China Celebrates Dragon Boat Festival During World Expo, World Cup
In addition to traditional festivities such as dragon boat races and rice dumpling feasts , the to-do-list for this year's Dragon Boat festival has two new items: touring the Shanghai World Expo and watching World Cup football.
The festival, which falls on Wednesday, arises from the legend of Qu Yuan (340 BC - 278 BC), a romantic poet and minister to the king of Chu who drowned himself after he was forced into exile.
According to the legend, fishermen raced to Qu Yuan's aid in their boats but could not save him, so they splashed their oars to ward off evil spirits and threw rice dumplings into the river to honor his heroism.
Like any other year, this year's three-day holiday season, beginning Monday, will observe the traditions of boat races, folk entertainment and memorial ceremonies being held across China.
This is the first year of the celebration since the Chinese Dragon Boat festival was proclaimed an intangible world heritage by the United Nations Educational, Scientific and Cultural Organization in 2009.
In Zigui county, the poet's hometown in central China's Hubei Province, a series of events have been planned to mark this year's festival.
On the festival day, the renovated memorial temple of Qu Yuan will open to public. The temple was relocated to its current site in 2006 to make way for the Three-Gorges Dam.
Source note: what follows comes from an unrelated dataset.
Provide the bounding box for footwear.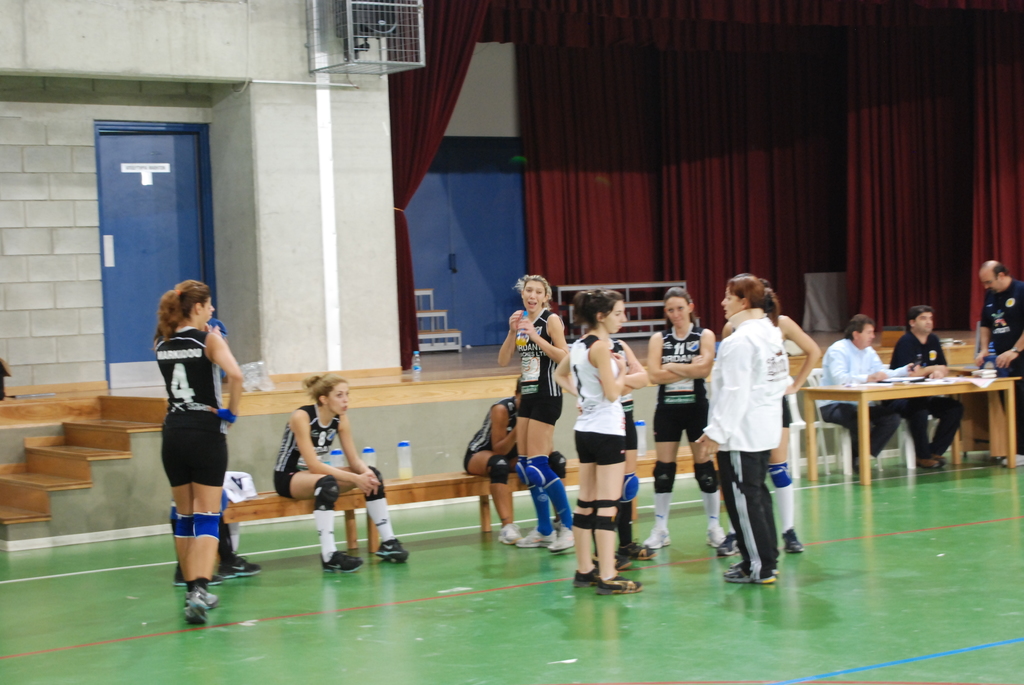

EXPO TOP TRAVEL DESTINATION
Since becoming an official holiday in the rescheduling of the national holiday calendar in 2007, the Dragon Boat festival has become a busy travel season.
Along with the ongoing Shanghai World Expo, this year's three-day break looks to draw more Chinese to travel, especially the more than 9 million students who finished their college entrance exams Tuesday.
Tang Yibo, director of the travel service department of Ctrip.com, one of China's leading travel service agencies, said this year's Dragon Boat holiday season was expected to see a substantial increase in the number of trips over last year, thanks to visitors to the Expo.
A survey by Ctrip.com showed Shanghai Expo to be the top travel destination for the holiday season among those surveyed.
Air tickets and hotels in Shanghai have been enjoying brisk sales as the holiday season begins.
Also, little or no discounts are being offered for air tickets from Beijing to Shanghai during the holiday and the prices of some economy hotel rooms in Shanghai have nearly doubled.
Chinese provincial pavilions, such as the Hunan and Shanxi pavilions, plan to hold activities such as demonstrations of how to make rice dumplings.
In the Expo park, celebration activities have already kicked off.
More than 100 amateur performers from Macao performed a musical composed of traditional Chinese folk music and dances at the Macao Pavilion on last Friday.
"We came and put on this show because of our passion for Chinese culture," said Du Cunzhong, chief musical conductor of the orchestra that played the music for the show.
He said folk shows were a part of the celebration of the Dragon Boat festival in Macao.
From June 11 to 16, 100 visitors to the Expo will have a taste of a Singapore specialty, the Nyonya rice dumpling, per day, which is specially made by cooks at the Singapore Pavilion for the festival.
BEER AND RICE DUMPLINGS
Many Chinese will probably begin the day of Dragon Boat festival watching the Brazilian football team match early Wednesday morning.
That's exactly the plan of Mou Yisu, a 22-year-old new college graduate who has secured a job offer from a local television station in Chengdu in southwest China's Sichuan Province.
A fan of the Brazilian team, he said, "I am really excited to celebrate the first victory of my favorite team in the World Cup and the Dragon Boat festival together with my friends."
"We will drink beer and have rice dumplings," he said.
The absence of the Chinese national football team at the South Africa World Cup seems to have done nothing to dampen the enthusiasm of football fans in China for the world's largest single event.
At the many lake-front bars in the Houhai area in Beijing, football fans reacted by sighing, thumping the desks and blowing horns to live broadcast of the match between Argentina and Nigeria on large HD screens last Saturday night.
A bartender surnamed Zhang said they were expecting more customers in the next three days, but attributed the increase mainly to the World Cup.
"Dragon Boat festival is like any other days for bars," she said.
Another bartender surnamed Liu said hardly any bar in the area would hold activities to honor the traditions of the Dragon Boat festival, but added that the bar he works for would put rice dumplings on its menu for the next three days.
Holding a cup of beer, a Chinese man, who called himself Jimmy, said he was a die-hard football fan of the Brazilian football team and would hang out with his friends to watch its match with North Korea in a bar.
He also said he would eat rice dumplings on that day, but only because "we will get hungry at midnight watching the World Cup."
"Thanks to Qu Yuan, we have a one-day break from work every year," Jimmy said.